Most inhabitants of Axis are powerful enough to pay gishvits little more heed than a creature from the Material Plane would associate with most common vermin. Despite the creatures' lowly status, several factions on the lawful plane employ gishvits as negotiation tools or unintentional spies. In these roles, the little gishvits excel, as they are able to extract knowledge from negotiators and put it to paper or collect valuable and accurate information from stationed guards. Still, many creatures on Axis have far more reliable means of extracting information, so they instead relegate gishvits to a pitiable status as planar vermin. It is not uncommon for an eager gishvit to pester a creature enjoying a meal inside one of Axis’s many restaurants to spend time with it in hopes of adding lore to its pages, or for a patron of the plane’s many archives to find herself accosted by a whipping bookmark tongue when she picks it up by accident while the creature was resting on a shelf.

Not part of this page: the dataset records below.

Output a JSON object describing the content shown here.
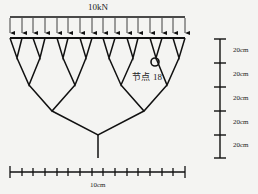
{
  "load": {
    "label": "10kN",
    "arrow_count": 16
  },
  "node": {
    "label_prefix": "节点",
    "label_number": "18"
  },
  "horizontal_scale": {
    "label": "10cm",
    "tick_count": 16
  },
  "vertical_scale": {
    "segments": [
      {
        "label": "20cm"
      },
      {
        "label": "20cm"
      },
      {
        "label": "20cm"
      },
      {
        "label": "20cm"
      },
      {
        "label": "20cm"
      }
    ]
  },
  "colors": {
    "line": "#111111",
    "background": "#f4f4f2"
  }
}
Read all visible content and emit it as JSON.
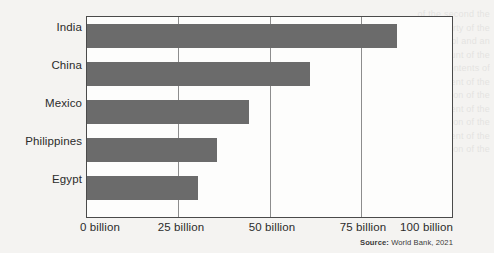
{
  "chart_data": {
    "type": "bar",
    "orientation": "horizontal",
    "title": "",
    "xlabel": "",
    "ylabel": "",
    "categories": [
      "India",
      "China",
      "Mexico",
      "Philippines",
      "Egypt"
    ],
    "values": [
      85,
      61,
      44.5,
      35.5,
      30.5
    ],
    "xlim": [
      0,
      100
    ],
    "ticks": [
      0,
      25,
      50,
      75,
      100
    ],
    "tick_labels": [
      "0 billion",
      "25 billion",
      "50 billion",
      "75 billion",
      "100 billion"
    ],
    "unit": "billion",
    "grid": true,
    "gridlines_at": [
      25,
      50,
      75
    ],
    "legend": "none",
    "bar_color": "#6b6b6b",
    "frame_color": "#4a4a4a",
    "background_color": "#f4f3f1"
  },
  "source": {
    "label": "Source:",
    "text": " World Bank, 2021"
  },
  "bleed_text": "of the second the property of the control and an account of the personal contents of the content of the section of the content of the section of the content of the section of the content of the section of the content of the section of the content of the section"
}
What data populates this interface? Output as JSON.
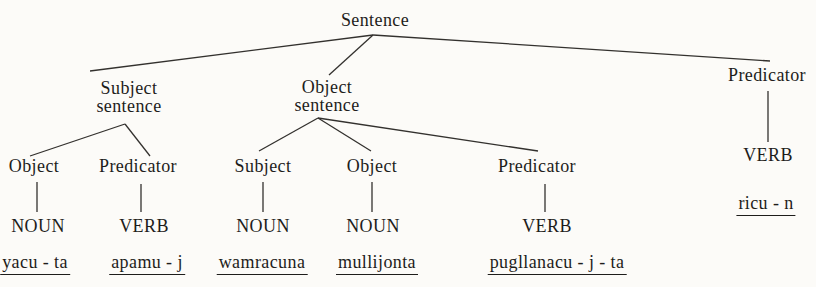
{
  "colors": {
    "paper": "#fcfbf8",
    "ink": "#1e1d1b",
    "line": "#33312e"
  },
  "tree": {
    "root": {
      "label": "Sentence"
    },
    "subject_sentence": {
      "line1": "Subject",
      "line2": "sentence"
    },
    "object_sentence": {
      "line1": "Object",
      "line2": "sentence"
    },
    "predicator_right": {
      "label": "Predicator",
      "pos": "VERB",
      "word": "ricu - n"
    },
    "subject_clause": {
      "object": {
        "label": "Object",
        "pos": "NOUN",
        "word": "yacu - ta"
      },
      "predicator": {
        "label": "Predicator",
        "pos": "VERB",
        "word": "apamu - j"
      }
    },
    "object_clause": {
      "subject": {
        "label": "Subject",
        "pos": "NOUN",
        "word": "wamracuna"
      },
      "object": {
        "label": "Object",
        "pos": "NOUN",
        "word": "mullijonta"
      },
      "predicator": {
        "label": "Predicator",
        "pos": "VERB",
        "word": "pugllanacu - j - ta"
      }
    }
  }
}
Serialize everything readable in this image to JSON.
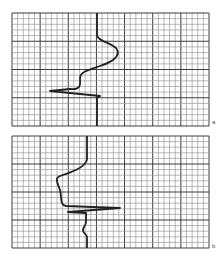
{
  "figure": {
    "panels": [
      {
        "id": "a",
        "label": "a",
        "grid": {
          "x": 12,
          "y": 13,
          "width": 197,
          "height": 113,
          "cols": 35,
          "rows": 20,
          "major_every": 5
        },
        "trace": "M97,13 L97,36 C100,42 110,42 116,48 C122,56 112,62 100,66 C88,70 80,72 80,78 C80,84 82,90 70,89 L50,91 L100,96 L97,98 L97,126"
      },
      {
        "id": "b",
        "label": "b",
        "grid": {
          "x": 12,
          "y": 136,
          "width": 197,
          "height": 112,
          "cols": 35,
          "rows": 20,
          "major_every": 5
        },
        "trace": "M87,136 L87,160 C84,168 72,172 60,176 C54,178 58,184 60,190 C62,200 60,205 66,206 L120,208 L68,212 L86,213 L86,222 C86,226 82,228 83,231 C84,234 87,234 87,237 L87,248"
      }
    ],
    "colors": {
      "grid_minor": "#9a9a9a",
      "grid_major": "#3c3c3c",
      "trace": "#222222"
    }
  }
}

On both Axis and the Material Plane, a satiated gishvit quickly enters a state of gradual torpor, followed by a period of hibernation. Such gishvits often seek to rest in large archives or repositories, hiding among hundreds or thousands of similar-looking mundane books. They then wait for centuries at a time, content to rest with the knowledge they have digested. After several centuries, a gishvit willingly discards its digested knowledge. It is then instinctually compelled to repeat the process of acquiring and digesting new information. Sadly for the gishvit, it often finds itself trapped in a now-long forgotten archive, unable to escape. In these unfortunate circumstances, the next creatures to enter the gishvit’s sealed-off home are immediately assaulted by the knowledge-ravenous creatures.